The Hannas could not qualify for funds from California’s In-Home Supportive Services program because such monies are only available for disabled persons who are still living in the home they occupied at the time they became disabled. For the Hannas to care for Grimes, the state regulations said, their home would have to be licensed and remodeled to meet state regulations.

But if the Hannas took such steps and had their home licensed, they still would not be eligible for those In-Home program funds. That’s because this money only applies to home care, and not to licensed facilities. Meanwhile, because the Hanna family home did not have a community care facility license, the state ordered Grimes to leave, threatening the Hannas with $200 in fines per day as long as she remained there.

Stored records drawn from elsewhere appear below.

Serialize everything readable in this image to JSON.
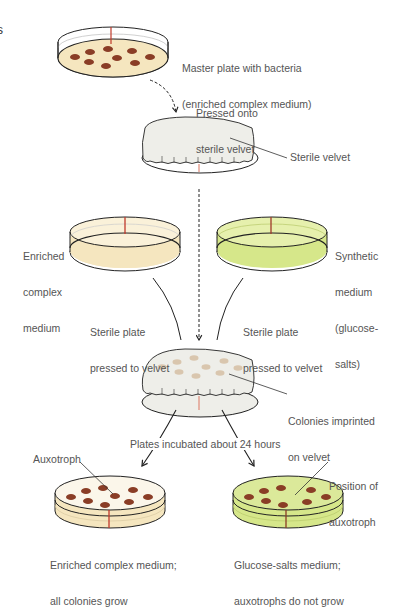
{
  "figure": {
    "letter_fragment": "s",
    "type": "replica plating procedure"
  },
  "colors": {
    "enriched_medium": "#f5e6bf",
    "enriched_medium_light": "#faf1d9",
    "synthetic_medium": "#d6e78a",
    "synthetic_medium_light": "#e6f0ad",
    "colony": "#8a3d26",
    "colony_imprint": "#d9c6ae",
    "velvet": "#eeeee9",
    "marker_line": "#c0392b",
    "outline": "#222222",
    "label_text": "#555555"
  },
  "steps": {
    "master_plate": {
      "label_line1": "Master plate with bacteria",
      "label_line2": "(enriched complex medium)"
    },
    "press_onto_velvet": {
      "label_line1": "Pressed onto",
      "label_line2": "sterile velvet"
    },
    "velvet": {
      "label": "Sterile velvet"
    },
    "enriched_plate": {
      "label_line1": "Enriched",
      "label_line2": "complex",
      "label_line3": "medium"
    },
    "synthetic_plate": {
      "label_line1": "Synthetic",
      "label_line2": "medium",
      "label_line3": "(glucose-",
      "label_line4": "salts)"
    },
    "left_press": {
      "label_line1": "Sterile plate",
      "label_line2": "pressed to velvet"
    },
    "right_press": {
      "label_line1": "Sterile plate",
      "label_line2": "pressed to velvet"
    },
    "imprinted_velvet": {
      "label_line1": "Colonies imprinted",
      "label_line2": "on velvet"
    },
    "incubation": {
      "label": "Plates incubated about 24 hours"
    },
    "result_enriched": {
      "callout": "Auxotroph",
      "caption_line1": "Enriched complex medium;",
      "caption_line2": "all colonies grow"
    },
    "result_synthetic": {
      "callout_line1": "Position of",
      "callout_line2": "auxotroph",
      "caption_line1": "Glucose-salts medium;",
      "caption_line2": "auxotrophs do not grow"
    }
  },
  "colonies": {
    "master_count": 9,
    "enriched_result_count": 9,
    "synthetic_result_count": 8,
    "missing_in_synthetic": "auxotroph (center colony)"
  }
}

It was a classic example of a bureaucracy that was incapable of bending the rules even slightly. Grimes was shipped out to another board-and-care facility where she had no privacy, and no one well enough to talk to.

She may yet win the right to live with the Hannas, however. A Superior Court judge has granted a preliminary injunction, saying that the home did not have to be licensed for Grimes to live there. The judge also ruled that the Hannas could not be denied state funds to care for her.

Our readers put it best. One, for example, asked: “Who is the bureaucratic idiot who ordered Grimes removed from a home where she was well-cared-for, happy, and loved?”

The state isn’t protecting Grimes. It’s making her life miserable.